Supreme Ambition
eBook - ePub

Supreme Ambition

Brett Kavanaugh and the Conservative Takeover

  1. 496 pages
  2. English
  3. ePUB (mobile friendly)
  4. Available on iOS & Android
eBook - ePub

Supreme Ambition

Brett Kavanaugh and the Conservative Takeover

About this book

The Washington Post journalist and legal expert Ruth Marcus goes behind the scenes to document the inside story of the Brett Kavanaugh confirmation battle and the Republican plot to take over the Supreme Court—thirty years in the making—in this "i mpressively reported, highly insightful, and rollicking good read" ( The New York Times Book Review ). In the summer of 2018 the Kavanaugh drama unfolded so fast it seemed to come out of nowhere. With the power of the #MeToo movement behind her, a terrified but composed Christine Blasey Ford walked into a Senate hearing room to accuse Kavanaugh of sexual assault. This unleashed unprecedented fury from a Supreme Court nominee who accused Democrats of a "calculated and orchestrated political hit." But behind this showdown was a much bigger one. The Washington Post journalist and legal expert Ruth Marcus documents the thirty-year mission by conservatives to win a majority on the Supreme Court and the lifelong ambition of Brett Kavanaugh to secure his place in that victory.The reporting in Supreme Ambition is full of revealing and weighty headlines, as Marcus answers the most pressing questions surrounding this historical moment: How did Kavanaugh get the nomination?

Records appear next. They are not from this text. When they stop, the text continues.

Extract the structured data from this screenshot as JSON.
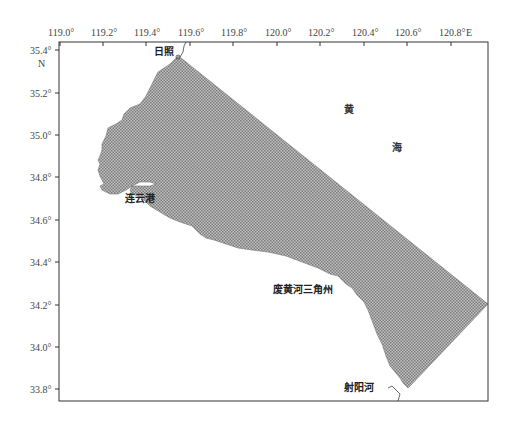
{
  "map": {
    "frame": {
      "left": 59,
      "top": 42,
      "right": 488,
      "bottom": 401
    },
    "x_axis": {
      "unit_label": "E",
      "ticks": [
        {
          "label": "119.0°",
          "x": 60
        },
        {
          "label": "119.2°",
          "x": 103
        },
        {
          "label": "119.4°",
          "x": 146
        },
        {
          "label": "119.6°",
          "x": 190
        },
        {
          "label": "119.8°",
          "x": 233
        },
        {
          "label": "120.0°",
          "x": 277
        },
        {
          "label": "120.2°",
          "x": 320
        },
        {
          "label": "120.4°",
          "x": 364
        },
        {
          "label": "120.6°",
          "x": 407
        },
        {
          "label": "120.8°",
          "x": 451
        }
      ]
    },
    "y_axis": {
      "unit_label": "N",
      "ticks": [
        {
          "label": "35.4°",
          "y": 50
        },
        {
          "label": "35.2°",
          "y": 93
        },
        {
          "label": "35.0°",
          "y": 135
        },
        {
          "label": "34.8°",
          "y": 177
        },
        {
          "label": "34.6°",
          "y": 220
        },
        {
          "label": "34.4°",
          "y": 262
        },
        {
          "label": "34.2°",
          "y": 305
        },
        {
          "label": "34.0°",
          "y": 347
        },
        {
          "label": "33.8°",
          "y": 389
        }
      ]
    },
    "places": {
      "rizhao": "日照",
      "lianyungang": "连云港",
      "feihuanghe": "废黄河三角州",
      "sheyanghe": "射阳河"
    },
    "sea": {
      "char1": "黄",
      "char2": "海"
    },
    "colors": {
      "hatch_fill": "#8a8a8a",
      "hatch_bg": "#c4c4c4",
      "frame": "#333333"
    }
  }
}
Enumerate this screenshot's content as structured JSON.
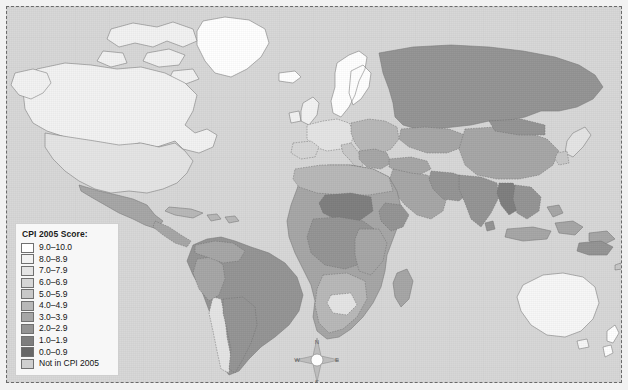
{
  "map": {
    "title": "CPI 2005 Score world map",
    "projection_note": "world choropleth",
    "ocean_color": "#d7d7d7",
    "frame_color": "#6a6a6a"
  },
  "legend": {
    "title": "CPI 2005 Score:",
    "items": [
      {
        "label": "9.0–10.0",
        "color": "#ffffff"
      },
      {
        "label": "8.0–8.9",
        "color": "#f2f2f2"
      },
      {
        "label": "7.0–7.9",
        "color": "#e4e4e4"
      },
      {
        "label": "6.0–6.9",
        "color": "#d6d6d6"
      },
      {
        "label": "5.0–5.9",
        "color": "#c8c8c8"
      },
      {
        "label": "4.0–4.9",
        "color": "#b8b8b8"
      },
      {
        "label": "3.0–3.9",
        "color": "#a6a6a6"
      },
      {
        "label": "2.0–2.9",
        "color": "#949494"
      },
      {
        "label": "1.0–1.9",
        "color": "#7e7e7e"
      },
      {
        "label": "0.0–0.9",
        "color": "#676767"
      },
      {
        "label": "Not in CPI 2005",
        "color": "#cfcfcf"
      }
    ]
  },
  "compass": {
    "north": "N",
    "south": "S",
    "east": "E",
    "west": "W"
  },
  "chart_data": {
    "type": "map",
    "title": "CPI 2005 Score",
    "legend_position": "bottom-left",
    "value_bins": [
      "9.0-10.0",
      "8.0-8.9",
      "7.0-7.9",
      "6.0-6.9",
      "5.0-5.9",
      "4.0-4.9",
      "3.0-3.9",
      "2.0-2.9",
      "1.0-1.9",
      "0.0-0.9",
      "Not in CPI 2005"
    ],
    "regions": [
      {
        "name": "Canada",
        "bin": "8.0-8.9"
      },
      {
        "name": "Greenland",
        "bin": "9.0-10.0"
      },
      {
        "name": "United States",
        "bin": "7.0-7.9"
      },
      {
        "name": "Mexico",
        "bin": "3.0-3.9"
      },
      {
        "name": "Brazil",
        "bin": "3.0-3.9"
      },
      {
        "name": "Chile",
        "bin": "7.0-7.9"
      },
      {
        "name": "Argentina",
        "bin": "2.0-2.9"
      },
      {
        "name": "Nordic countries",
        "bin": "9.0-10.0"
      },
      {
        "name": "United Kingdom",
        "bin": "8.0-8.9"
      },
      {
        "name": "Germany",
        "bin": "8.0-8.9"
      },
      {
        "name": "France",
        "bin": "7.0-7.9"
      },
      {
        "name": "Russia",
        "bin": "2.0-2.9"
      },
      {
        "name": "China",
        "bin": "3.0-3.9"
      },
      {
        "name": "India",
        "bin": "2.0-2.9"
      },
      {
        "name": "Japan",
        "bin": "7.0-7.9"
      },
      {
        "name": "Australia",
        "bin": "8.0-8.9"
      },
      {
        "name": "New Zealand",
        "bin": "9.0-10.0"
      },
      {
        "name": "Chad",
        "bin": "1.0-1.9"
      },
      {
        "name": "Nigeria",
        "bin": "1.0-1.9"
      },
      {
        "name": "Botswana",
        "bin": "5.0-5.9"
      },
      {
        "name": "South Africa",
        "bin": "4.0-4.9"
      },
      {
        "name": "Myanmar",
        "bin": "1.0-1.9"
      },
      {
        "name": "Saudi Arabia",
        "bin": "3.0-3.9"
      }
    ]
  }
}
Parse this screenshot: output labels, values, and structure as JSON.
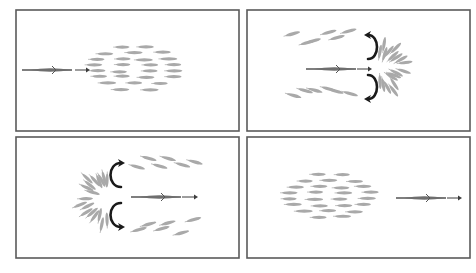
{
  "figure": {
    "colors": {
      "frame": "#5a5a5a",
      "prey": "#a9a9a9",
      "predator": "#6e6e6e",
      "curve_arrow": "#1a1a1a",
      "background": "#ffffff"
    },
    "panels": [
      {
        "id": "panel-1",
        "label": "predator approaching compact school",
        "frame": {
          "x": 16,
          "y": 10,
          "w": 223,
          "h": 121
        },
        "predator": {
          "x": 22,
          "y": 70,
          "len": 50,
          "dir": 1
        },
        "arrow": {
          "x1": 75,
          "x2": 90,
          "y": 70
        },
        "school": {
          "cx": 135,
          "cy": 68,
          "rx": 52,
          "ry": 24,
          "dir": 1
        },
        "split": false
      },
      {
        "id": "panel-2",
        "label": "school splits around predator",
        "frame": {
          "x": 247,
          "y": 10,
          "w": 223,
          "h": 121
        },
        "predator": {
          "x": 306,
          "y": 69,
          "len": 50,
          "dir": 1
        },
        "arrow": {
          "x1": 357,
          "x2": 372,
          "y": 69
        },
        "split": true,
        "split_side": "right",
        "center": {
          "x": 372,
          "y": 67
        }
      },
      {
        "id": "panel-3",
        "label": "school rejoins behind predator",
        "frame": {
          "x": 16,
          "y": 137,
          "w": 223,
          "h": 121
        },
        "predator": {
          "x": 131,
          "y": 197,
          "len": 50,
          "dir": 1
        },
        "arrow": {
          "x1": 182,
          "x2": 198,
          "y": 197
        },
        "split": true,
        "split_side": "left",
        "center": {
          "x": 115,
          "y": 195
        }
      },
      {
        "id": "panel-4",
        "label": "school reformed, predator moves away",
        "frame": {
          "x": 247,
          "y": 137,
          "w": 223,
          "h": 121
        },
        "predator": {
          "x": 396,
          "y": 198,
          "len": 50,
          "dir": 1
        },
        "arrow": {
          "x1": 447,
          "x2": 462,
          "y": 198
        },
        "school": {
          "cx": 330,
          "cy": 196,
          "rx": 52,
          "ry": 24,
          "dir": 1
        },
        "split": false
      }
    ]
  }
}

Was Blasey Ford's testimony credible? What does his confirmation mean for the future of the court? Were the Democrats outgunned from the start? On the way, she uncovers secret White House meetings, intense lobbying efforts, private confrontations on Capitol Hill, and lives forever upended on both coasts.This "extraordinarily detailed" ( The Washington Post ) page-turner traces how Brett Kavanaugh deftly maneuvered to become the nominee and how he quashed resistance from Republicans and from a president reluctant to reward a George W. Bush loyalist. It shows a Republican party that had concluded Kavanaugh was too big to fail, with senators and the FBI ignoring potentially devastating evidence against him. And it paints a picture of Democratic leaders unwilling to engage in the no-holds-barred partisan warfare that might have defeated the nominee.In the tradition of The Brethren and The Power Broker, Supreme Ambition is the definitive account of a pivotal moment in modern history, one that will shape the judicial system of America for generations to come.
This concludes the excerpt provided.